== Task statement ==
In the data that follows, find the line containing "In order to click on Blogs"; then quote that line and every line after it, exactly, through the last one.

═══ Data to process

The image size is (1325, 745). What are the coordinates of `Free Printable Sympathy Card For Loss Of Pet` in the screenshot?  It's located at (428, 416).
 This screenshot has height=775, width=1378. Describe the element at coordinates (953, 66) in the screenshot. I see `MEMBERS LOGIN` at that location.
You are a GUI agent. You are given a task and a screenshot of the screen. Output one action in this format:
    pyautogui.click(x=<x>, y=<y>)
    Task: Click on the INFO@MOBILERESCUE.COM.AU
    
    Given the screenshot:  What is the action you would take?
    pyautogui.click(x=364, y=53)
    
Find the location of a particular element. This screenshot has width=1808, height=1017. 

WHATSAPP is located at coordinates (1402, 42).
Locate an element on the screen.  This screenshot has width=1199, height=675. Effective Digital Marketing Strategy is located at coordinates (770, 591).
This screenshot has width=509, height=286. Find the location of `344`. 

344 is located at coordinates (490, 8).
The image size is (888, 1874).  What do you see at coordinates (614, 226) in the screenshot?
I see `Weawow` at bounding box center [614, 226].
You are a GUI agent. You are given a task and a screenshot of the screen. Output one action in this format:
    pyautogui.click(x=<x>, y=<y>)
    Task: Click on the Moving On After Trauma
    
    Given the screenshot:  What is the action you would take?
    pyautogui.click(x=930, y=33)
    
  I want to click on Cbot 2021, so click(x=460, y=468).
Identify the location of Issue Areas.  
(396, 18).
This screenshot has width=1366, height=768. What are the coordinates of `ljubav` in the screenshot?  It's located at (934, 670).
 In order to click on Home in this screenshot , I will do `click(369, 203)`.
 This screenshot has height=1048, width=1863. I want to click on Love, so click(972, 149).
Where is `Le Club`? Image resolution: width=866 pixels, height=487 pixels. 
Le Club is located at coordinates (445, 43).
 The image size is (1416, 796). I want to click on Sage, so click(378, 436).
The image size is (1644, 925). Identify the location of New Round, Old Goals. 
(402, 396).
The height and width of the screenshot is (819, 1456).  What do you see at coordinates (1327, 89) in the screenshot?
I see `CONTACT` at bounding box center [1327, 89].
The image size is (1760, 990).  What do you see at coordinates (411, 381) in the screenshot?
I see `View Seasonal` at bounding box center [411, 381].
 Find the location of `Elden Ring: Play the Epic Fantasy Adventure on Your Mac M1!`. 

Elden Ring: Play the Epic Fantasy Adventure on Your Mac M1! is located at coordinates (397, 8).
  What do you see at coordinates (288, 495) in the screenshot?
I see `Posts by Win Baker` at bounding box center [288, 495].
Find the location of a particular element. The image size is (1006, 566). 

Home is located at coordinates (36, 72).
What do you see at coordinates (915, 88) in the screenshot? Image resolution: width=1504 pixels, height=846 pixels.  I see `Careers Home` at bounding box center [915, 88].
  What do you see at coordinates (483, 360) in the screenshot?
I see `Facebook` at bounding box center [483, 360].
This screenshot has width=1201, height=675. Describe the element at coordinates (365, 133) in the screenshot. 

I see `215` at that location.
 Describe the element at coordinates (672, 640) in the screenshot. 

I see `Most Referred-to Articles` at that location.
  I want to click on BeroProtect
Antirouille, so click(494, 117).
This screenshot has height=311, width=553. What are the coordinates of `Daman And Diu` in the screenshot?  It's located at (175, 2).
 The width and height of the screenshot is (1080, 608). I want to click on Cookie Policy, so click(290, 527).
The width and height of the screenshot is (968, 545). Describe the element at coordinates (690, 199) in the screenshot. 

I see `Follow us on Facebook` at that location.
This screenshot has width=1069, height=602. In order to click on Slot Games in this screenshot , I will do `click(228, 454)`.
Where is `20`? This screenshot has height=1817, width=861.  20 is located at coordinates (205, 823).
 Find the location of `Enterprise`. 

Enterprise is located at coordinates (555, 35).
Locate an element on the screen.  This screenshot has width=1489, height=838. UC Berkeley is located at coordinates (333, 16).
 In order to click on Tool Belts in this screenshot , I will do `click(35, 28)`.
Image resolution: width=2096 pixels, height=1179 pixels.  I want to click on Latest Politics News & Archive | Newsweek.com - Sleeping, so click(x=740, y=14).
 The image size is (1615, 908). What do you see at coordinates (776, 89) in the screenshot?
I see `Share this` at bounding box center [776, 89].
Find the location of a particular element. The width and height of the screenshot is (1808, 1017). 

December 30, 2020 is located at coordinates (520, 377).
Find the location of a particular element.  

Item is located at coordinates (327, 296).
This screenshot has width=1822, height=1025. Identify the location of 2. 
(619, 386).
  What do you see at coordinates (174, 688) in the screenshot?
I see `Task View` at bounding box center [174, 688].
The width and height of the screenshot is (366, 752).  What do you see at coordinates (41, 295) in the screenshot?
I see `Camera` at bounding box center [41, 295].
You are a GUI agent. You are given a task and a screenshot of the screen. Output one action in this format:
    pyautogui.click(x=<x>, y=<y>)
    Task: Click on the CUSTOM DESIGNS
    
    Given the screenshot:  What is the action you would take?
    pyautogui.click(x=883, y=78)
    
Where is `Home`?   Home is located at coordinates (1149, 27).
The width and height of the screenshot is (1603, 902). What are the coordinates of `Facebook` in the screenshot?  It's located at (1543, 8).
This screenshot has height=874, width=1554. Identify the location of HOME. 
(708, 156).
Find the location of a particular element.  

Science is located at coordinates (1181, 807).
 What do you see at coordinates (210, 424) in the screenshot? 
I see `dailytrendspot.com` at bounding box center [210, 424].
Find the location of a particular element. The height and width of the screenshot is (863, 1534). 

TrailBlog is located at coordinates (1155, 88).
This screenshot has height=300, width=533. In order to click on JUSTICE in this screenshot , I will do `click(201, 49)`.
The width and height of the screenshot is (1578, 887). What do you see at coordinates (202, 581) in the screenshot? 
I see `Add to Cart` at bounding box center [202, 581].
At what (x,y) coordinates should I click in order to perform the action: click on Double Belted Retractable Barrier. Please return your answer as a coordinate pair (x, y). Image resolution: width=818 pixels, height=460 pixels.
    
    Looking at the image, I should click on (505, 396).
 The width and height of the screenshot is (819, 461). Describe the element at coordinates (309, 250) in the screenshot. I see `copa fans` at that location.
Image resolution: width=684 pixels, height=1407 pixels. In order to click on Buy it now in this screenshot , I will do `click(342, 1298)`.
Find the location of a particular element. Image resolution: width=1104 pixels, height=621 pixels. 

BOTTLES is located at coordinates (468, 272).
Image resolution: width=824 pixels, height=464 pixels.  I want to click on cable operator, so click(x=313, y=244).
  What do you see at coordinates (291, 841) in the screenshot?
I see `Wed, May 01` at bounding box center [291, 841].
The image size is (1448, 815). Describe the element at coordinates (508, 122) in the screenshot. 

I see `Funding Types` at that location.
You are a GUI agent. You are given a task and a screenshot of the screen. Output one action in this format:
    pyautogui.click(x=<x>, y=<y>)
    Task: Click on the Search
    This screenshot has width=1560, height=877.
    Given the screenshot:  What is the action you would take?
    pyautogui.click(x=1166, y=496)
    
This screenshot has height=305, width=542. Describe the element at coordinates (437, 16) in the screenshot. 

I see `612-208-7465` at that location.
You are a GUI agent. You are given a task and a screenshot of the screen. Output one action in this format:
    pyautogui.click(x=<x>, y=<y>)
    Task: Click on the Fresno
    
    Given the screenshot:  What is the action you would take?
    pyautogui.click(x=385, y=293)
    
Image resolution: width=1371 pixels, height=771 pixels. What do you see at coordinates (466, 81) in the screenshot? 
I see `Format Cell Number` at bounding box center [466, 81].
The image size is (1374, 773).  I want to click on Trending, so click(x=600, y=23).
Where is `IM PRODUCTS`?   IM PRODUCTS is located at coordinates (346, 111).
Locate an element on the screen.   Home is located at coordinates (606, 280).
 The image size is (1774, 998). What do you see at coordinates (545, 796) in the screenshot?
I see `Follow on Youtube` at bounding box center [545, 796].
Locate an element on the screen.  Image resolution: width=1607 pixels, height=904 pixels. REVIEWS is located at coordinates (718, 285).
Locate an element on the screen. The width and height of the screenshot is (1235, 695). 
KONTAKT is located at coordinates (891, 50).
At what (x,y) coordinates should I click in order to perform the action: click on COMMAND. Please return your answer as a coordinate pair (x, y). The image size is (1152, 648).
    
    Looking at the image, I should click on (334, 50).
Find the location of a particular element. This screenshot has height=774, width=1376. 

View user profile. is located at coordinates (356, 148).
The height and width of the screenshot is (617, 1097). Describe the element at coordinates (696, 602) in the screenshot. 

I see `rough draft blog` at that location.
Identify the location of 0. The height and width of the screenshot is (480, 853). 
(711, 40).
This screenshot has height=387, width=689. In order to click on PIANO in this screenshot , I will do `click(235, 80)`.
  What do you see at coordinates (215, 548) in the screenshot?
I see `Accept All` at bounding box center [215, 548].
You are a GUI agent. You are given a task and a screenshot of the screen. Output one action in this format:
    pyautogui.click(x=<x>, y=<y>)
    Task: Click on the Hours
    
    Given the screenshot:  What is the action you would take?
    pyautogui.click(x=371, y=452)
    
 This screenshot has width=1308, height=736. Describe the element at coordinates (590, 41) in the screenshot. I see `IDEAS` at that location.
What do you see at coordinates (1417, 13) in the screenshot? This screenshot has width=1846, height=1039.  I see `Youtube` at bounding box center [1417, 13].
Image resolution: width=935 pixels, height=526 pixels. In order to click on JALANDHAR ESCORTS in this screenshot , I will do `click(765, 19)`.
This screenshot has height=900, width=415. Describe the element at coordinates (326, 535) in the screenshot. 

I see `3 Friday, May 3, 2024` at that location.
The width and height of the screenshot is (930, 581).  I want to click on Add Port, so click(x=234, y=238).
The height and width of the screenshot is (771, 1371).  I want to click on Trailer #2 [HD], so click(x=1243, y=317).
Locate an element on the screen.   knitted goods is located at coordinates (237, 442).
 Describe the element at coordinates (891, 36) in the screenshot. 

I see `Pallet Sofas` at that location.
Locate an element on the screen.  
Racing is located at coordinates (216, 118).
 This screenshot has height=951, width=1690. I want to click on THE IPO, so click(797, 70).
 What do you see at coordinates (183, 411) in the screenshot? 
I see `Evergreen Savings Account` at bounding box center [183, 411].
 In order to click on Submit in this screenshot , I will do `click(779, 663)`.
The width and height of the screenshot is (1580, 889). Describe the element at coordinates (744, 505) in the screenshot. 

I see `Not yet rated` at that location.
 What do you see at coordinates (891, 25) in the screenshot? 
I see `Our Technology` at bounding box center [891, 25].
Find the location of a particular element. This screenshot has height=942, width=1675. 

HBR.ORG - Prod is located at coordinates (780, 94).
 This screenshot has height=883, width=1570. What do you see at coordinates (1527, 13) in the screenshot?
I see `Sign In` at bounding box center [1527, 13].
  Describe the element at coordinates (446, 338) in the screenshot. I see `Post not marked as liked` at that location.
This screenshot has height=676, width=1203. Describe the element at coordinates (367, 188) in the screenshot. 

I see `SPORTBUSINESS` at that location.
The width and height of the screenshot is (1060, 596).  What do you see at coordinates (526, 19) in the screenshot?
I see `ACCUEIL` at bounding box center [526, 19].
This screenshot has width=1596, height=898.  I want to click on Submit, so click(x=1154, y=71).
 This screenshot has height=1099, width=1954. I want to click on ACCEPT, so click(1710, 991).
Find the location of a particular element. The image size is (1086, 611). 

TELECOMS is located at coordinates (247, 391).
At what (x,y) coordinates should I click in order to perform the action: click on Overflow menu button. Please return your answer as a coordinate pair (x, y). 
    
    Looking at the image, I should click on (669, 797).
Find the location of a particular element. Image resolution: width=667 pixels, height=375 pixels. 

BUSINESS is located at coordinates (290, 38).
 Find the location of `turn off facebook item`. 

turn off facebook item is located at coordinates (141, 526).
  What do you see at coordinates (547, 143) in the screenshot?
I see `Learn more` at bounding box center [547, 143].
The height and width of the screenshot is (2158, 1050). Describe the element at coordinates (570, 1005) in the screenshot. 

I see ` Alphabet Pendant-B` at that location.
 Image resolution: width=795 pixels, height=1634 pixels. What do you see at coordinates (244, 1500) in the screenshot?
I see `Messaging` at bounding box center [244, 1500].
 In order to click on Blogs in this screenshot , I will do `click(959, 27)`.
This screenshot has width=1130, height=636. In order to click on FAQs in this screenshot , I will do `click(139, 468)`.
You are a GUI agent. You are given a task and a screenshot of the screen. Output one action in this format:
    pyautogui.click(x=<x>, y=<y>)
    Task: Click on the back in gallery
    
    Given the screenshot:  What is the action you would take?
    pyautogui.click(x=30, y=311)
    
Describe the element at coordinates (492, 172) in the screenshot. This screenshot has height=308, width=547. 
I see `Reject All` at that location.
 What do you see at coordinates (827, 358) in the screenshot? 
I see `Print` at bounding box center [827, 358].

══════

== Response to the exercise ==
 In order to click on Blogs in this screenshot , I will do `click(959, 27)`.
This screenshot has width=1130, height=636. In order to click on FAQs in this screenshot , I will do `click(139, 468)`.
You are a GUI agent. You are given a task and a screenshot of the screen. Output one action in this format:
    pyautogui.click(x=<x>, y=<y>)
    Task: Click on the back in gallery
    
    Given the screenshot:  What is the action you would take?
    pyautogui.click(x=30, y=311)
    
Describe the element at coordinates (492, 172) in the screenshot. This screenshot has height=308, width=547. 
I see `Reject All` at that location.
 What do you see at coordinates (827, 358) in the screenshot? 
I see `Print` at bounding box center [827, 358].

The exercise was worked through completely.